The following weekend, the shine having already been knocked off the New Year by a week at work, I used the rum soaked raisins to make a rum soaked raisin cake. Served with homemade clove ice-cream (although good vanilla would work just as well), it warmed the heart and the stomach. The cake improved with age and I ate it guiltily at my desk over the following week (the boozy raisins so right in the cake, so wrong in the office), each mouthful a memory of high days and holidays.

There is no reason to limit hot toddy or its offspring cake to the New Year. It will undoubtedly brighten up any winter weekend. If you don't have time or the inclination to bake, the raisiny syrup would be delicious poured over ice-cream.

Rum & raisin hot toddy

Raisin syrup
1kg raisins
125ml dark rum
375 ml sugar syrup (see below)

To make the sugar syrup, bring 125ml water to the boil. Add 250 ml sugar and allow to dissolve, stirring continuously. Once the sugar has dissolved, remove the pan from the heat (do not allow the syrup to boil for too long as the syrup will become too thick).

Mix the raisins, rum and sugar syrup and leave to steep for at least five days.

For the toddy

160ml dark rum
100ml raisin syrup
60ml lemon juice
400ml boiling water

Combine the rum, raisin syrup, lemon juice and boiling water. Grate a little nutmeg on top, if you like. Pour into glasses or pre-heated thermos.

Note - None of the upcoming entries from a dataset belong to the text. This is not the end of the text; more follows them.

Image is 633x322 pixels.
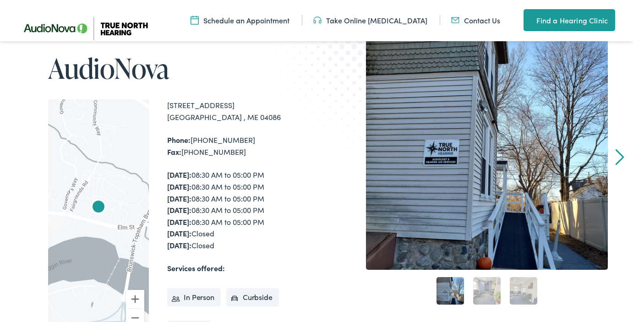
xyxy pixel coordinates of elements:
[48,53,316,83] h1: AudioNova
[167,169,316,251] div: 08:30 AM to 05:00 PM 08:30 AM to 05:00 PM 08:30 AM to 05:00 PM 08:30 AM to 05:00 PM 08:30 AM to 0...
[190,15,199,25] img: Icon symbolizing a calendar in color code ffb348
[167,205,191,215] strong: [DATE]:
[167,135,190,145] strong: Phone:
[167,134,316,157] div: [PHONE_NUMBER] [PHONE_NUMBER]
[167,217,191,227] strong: [DATE]:
[226,288,279,306] li: Curbside
[451,15,500,25] a: Contact Us
[167,146,181,157] strong: Fax:
[167,288,221,306] li: In Person
[167,99,316,123] div: [STREET_ADDRESS] [GEOGRAPHIC_DATA] , ME 04086
[126,290,144,308] button: Zoom in
[87,197,109,219] div: AudioNova
[167,169,191,179] strong: [DATE]:
[190,15,289,25] a: Schedule an Appointment
[167,228,191,238] strong: [DATE]:
[615,149,623,165] a: Next
[451,15,459,25] img: Mail icon in color code ffb348, used for communication purposes
[167,240,191,250] strong: [DATE]:
[523,9,615,31] a: Find a Hearing Clinic
[167,193,191,203] strong: [DATE]:
[313,15,321,25] img: Headphones icon in color code ffb348
[509,277,537,304] a: 3
[167,181,191,191] strong: [DATE]:
[167,263,225,273] strong: Services offered:
[523,15,531,26] img: utility icon
[436,277,464,304] a: 1
[313,15,427,25] a: Take Online [MEDICAL_DATA]
[473,277,500,304] a: 2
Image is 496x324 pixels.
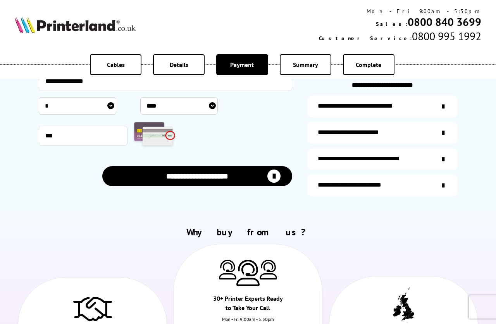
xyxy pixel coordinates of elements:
[319,35,412,42] span: Customer Service:
[107,61,125,69] span: Cables
[15,226,481,238] h2: Why buy from us?
[219,260,236,280] img: Printer Experts
[376,21,408,28] span: Sales:
[393,288,414,323] img: UK tax payer
[308,122,457,144] a: items-arrive
[73,293,112,324] img: Trusted Service
[308,96,457,117] a: additional-ink
[319,8,482,15] div: Mon - Fri 9:00am - 5:30pm
[408,15,482,29] a: 0800 840 3699
[170,61,188,69] span: Details
[260,260,277,280] img: Printer Experts
[236,260,260,287] img: Printer Experts
[211,294,285,317] div: 30+ Printer Experts Ready to Take Your Call
[230,61,254,69] span: Payment
[308,148,457,170] a: additional-cables
[308,175,457,197] a: secure-website
[412,29,482,43] span: 0800 995 1992
[356,61,381,69] span: Complete
[15,16,136,33] img: Printerland Logo
[293,61,318,69] span: Summary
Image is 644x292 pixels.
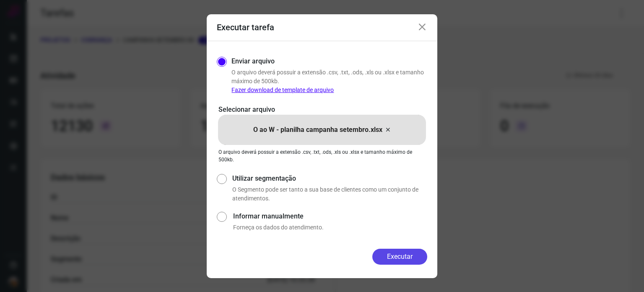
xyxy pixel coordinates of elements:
p: O arquivo deverá possuir a extensão .csv, .txt, .ods, .xls ou .xlsx e tamanho máximo de 500kb. [218,148,426,164]
button: Executar [372,249,427,264]
p: O ao W - planilha campanha setembro.xlsx [253,125,383,135]
h3: Executar tarefa [217,22,274,32]
p: O Segmento pode ser tanto a sua base de clientes como um conjunto de atendimentos. [232,185,427,203]
p: Forneça os dados do atendimento. [233,223,427,232]
p: Selecionar arquivo [218,105,426,114]
label: Enviar arquivo [231,56,275,66]
label: Informar manualmente [233,211,427,221]
a: Fazer download de template de arquivo [231,86,334,93]
p: O arquivo deverá possuir a extensão .csv, .txt, .ods, .xls ou .xlsx e tamanho máximo de 500kb. [231,68,427,94]
label: Utilizar segmentação [232,173,427,184]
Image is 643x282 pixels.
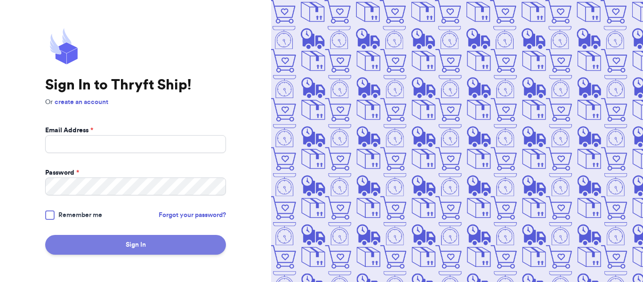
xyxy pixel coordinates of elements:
h1: Sign In to Thryft Ship! [45,77,226,94]
p: Or [45,97,226,107]
label: Password [45,168,79,177]
span: Remember me [58,210,102,220]
a: create an account [55,99,108,105]
a: Forgot your password? [159,210,226,220]
button: Sign In [45,235,226,255]
label: Email Address [45,126,93,135]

(This recipe is borrowed from the Zetter Townhouse, London.)

Rum and raisin cake

125g butter
125g caster sugar
2 eggs
Zest of half a lemon
50g plain yoghurt
125 plain flour
1 teaspoon baking powder
200g rum soaked raisins

Preheat the over to 180 degrees.
Cream the butter and sugar for 5 - 10 minutes until pale and fluffy. Slowly add the eggs, followed by the lemon zest and yoghurt. Fold in the flour and baking powder. Fold in the raisins.
Spoon into a lined tin (18cm would be ideal) and bake for 35 - 40 minutes until golden brown and a skewer comes out clean.

Enjoy x

Wednesday 23 November 2011

Autumn bliss

Autumn has been an unexpected delight. Even November, which is usually the bearer of driving rain, biting wind and the gloomy descent to Christmas, has given way to gloriously fine, mild, sunny days. It has stopped me in my tracks. And made it impossible to leave the house without my camera, yet imperative to leave the house and breathe in great gulps of autumn, knowing that these warm, sunny days cannot last.

London has looked its best in the brilliant November sunshine. I have jumped at the opportunity provided by a few quieter weekends to cycle between Brockley and Brockwell, Nunhead and Westminster, Peckham and Pall Mall. Liberated from November's typically cold grasp, I have pedalled, the breeze whistling around my ears, bags jangling from my handlebars, enjoying the time to stop, to photograph, to have a coffee, enjoying London.